Former Safelite Technician Voluntarily Dismisses Overtime Pay Claims Against Safelite
March 14, 2012

by Katie O'Mara, komara@glass.com

Joseph Perez, a California Safelite technician, has voluntarily dismissed his claims of denial of overtime wages by Safelite. Perez will retain his personal stake in the class claims as a representative of the class. The court documents cite that “when a class representative voluntarily settles his or her individual claims, but specifically retains a personal stake … he or she retains jurisdiction to appeal the denial of class certification.”

Perez, a California resident, alleges in his suit that he and other associates in the state had been denied overtime wages he believes they were owed for work more than eight hours per day and 40 hours per week. He further alleges that the company had a consistent policy of requiring associates within the state of California “to work at least five hours without an uninterrupted meal period and failing to pay such employees one hour of pay at the employee’s regular rate of compensation for each workday that the meal period is not provided or provided after five hours.”

Perez’s request for class certification was denied by the district court as it “found it unlikely that prospective injunctive relief is more valuable to plaintiff or predominant in the action than monetary relief.”

In early February, Safelite filed a notice claiming that there should be coordination between Perez’s case and a case filed by Demetriot Lewis.

Lewis, a California auto glass technician who worked for Safelite for approximately eight months in 2010 filed a class action suit against the company alleging that he is owed overtime pay for hours not counted in his work day.
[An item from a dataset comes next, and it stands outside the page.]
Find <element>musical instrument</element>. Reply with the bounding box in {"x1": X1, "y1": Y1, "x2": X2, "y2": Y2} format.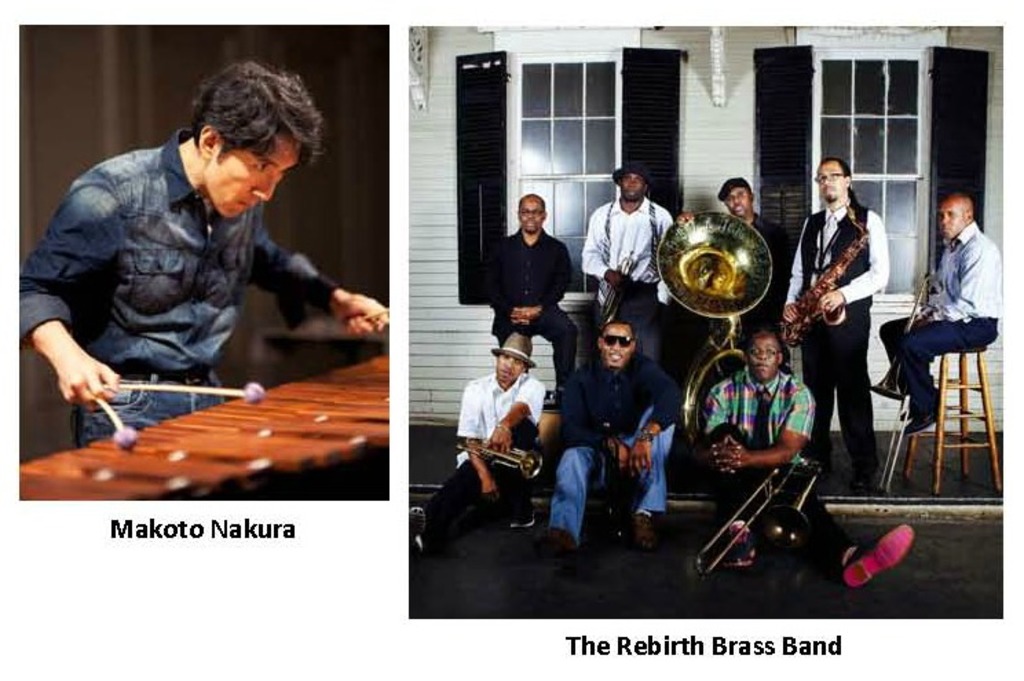
{"x1": 17, "y1": 351, "x2": 391, "y2": 498}.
Lewis alleges that he was regularly scheduled to work eight hours per day, but that the company “did not pay [him] wages for all the hours [he] worked.”
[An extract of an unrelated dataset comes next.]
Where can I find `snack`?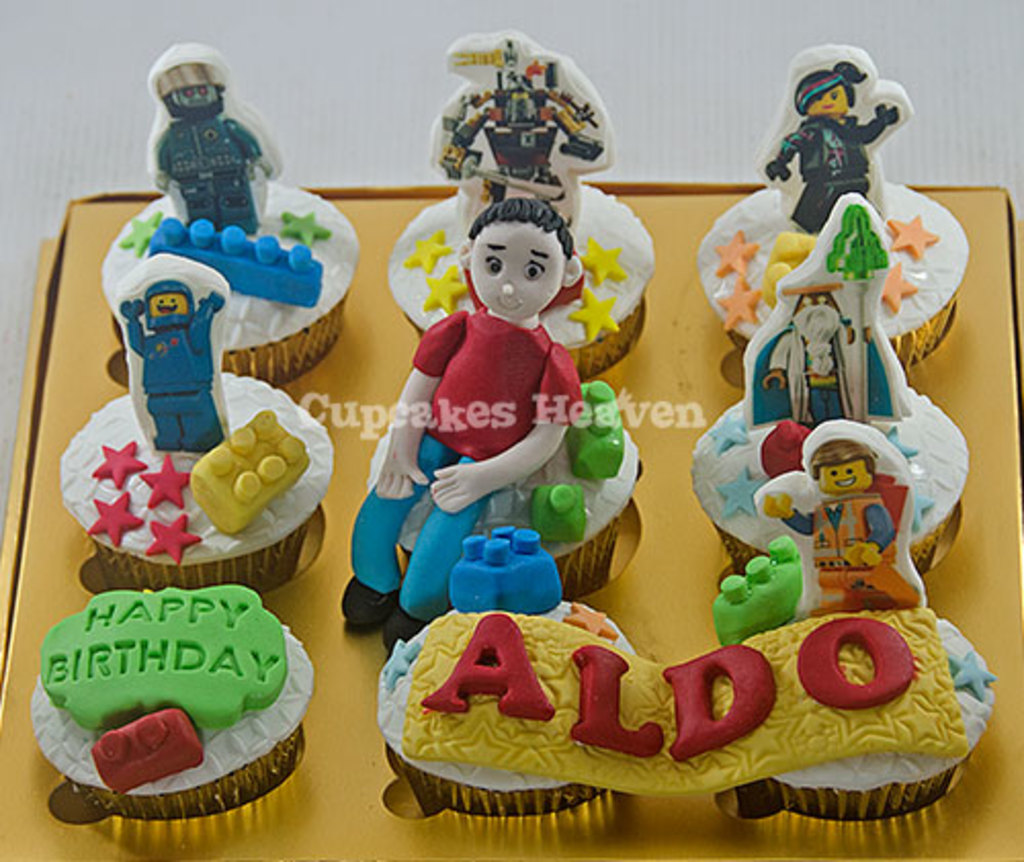
You can find it at <bbox>698, 43, 965, 362</bbox>.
“Defendant required plaintiff to clock in for work at a specified time, but regularly suffered or permitted [him] to work prior to the specified time for clocking in,” alleges Lewis. “Tasks that defendant knowingly allowed or required plaintiff to perform prior to the specified time for clocking in included calling customers; retrieving paperwork, supplies or equipment from defendant’s warehouse; attending meetings or taking tests at defendant’s warehouse; and driving to customer locations from defendant’s warehouse.”
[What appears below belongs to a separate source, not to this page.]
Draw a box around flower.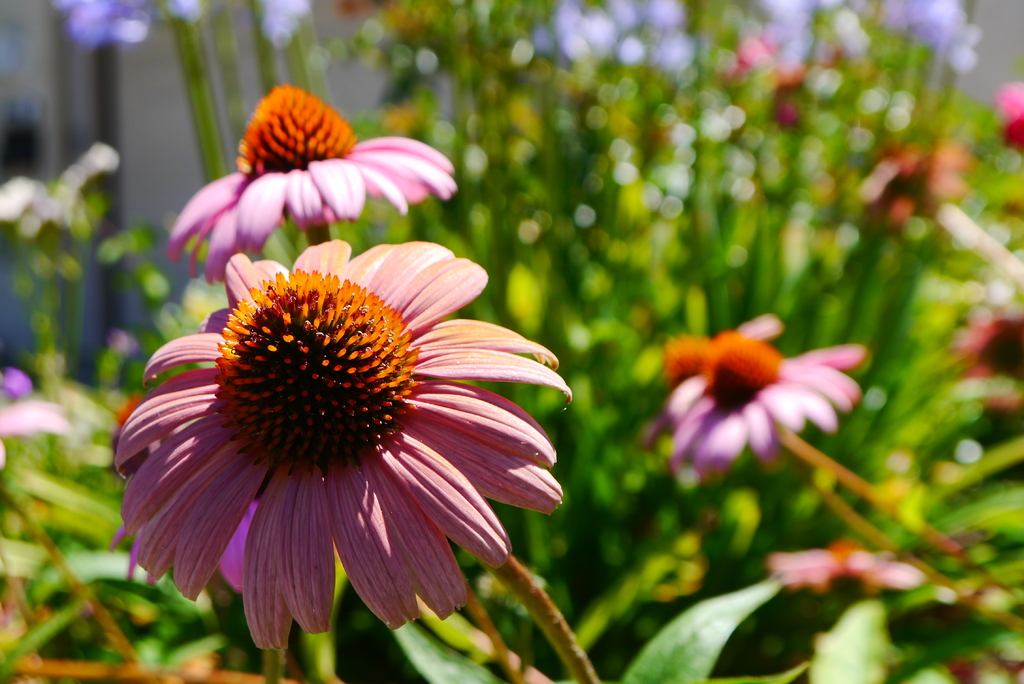
box=[653, 325, 872, 488].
In response to Safelite, Lewis filed court documents claiming that the two cases are “materially different.”

Lewis says he’s brought the suit against the company on behalf of himself and “others similarly situated” in California. He suggests there are three potential classes involved—a California on-site technician class that includes all mobile technicians who were employed by Safelite in California for the four years prior to the filing of the complaint; a wage statement subclass that includes all those employed by Safelite as mobile technicians in California one year before the filing of the complaint; and a final wages subclass that includes all mobile technicians in California whose employment was terminated by the company within the three years before the complaint was filed.

Lewis is seeking damages, restitution, pre-judgment interest, civil penalties, and court costs and attorneys’ fees.

An initial case management conference has been scheduled for March 23.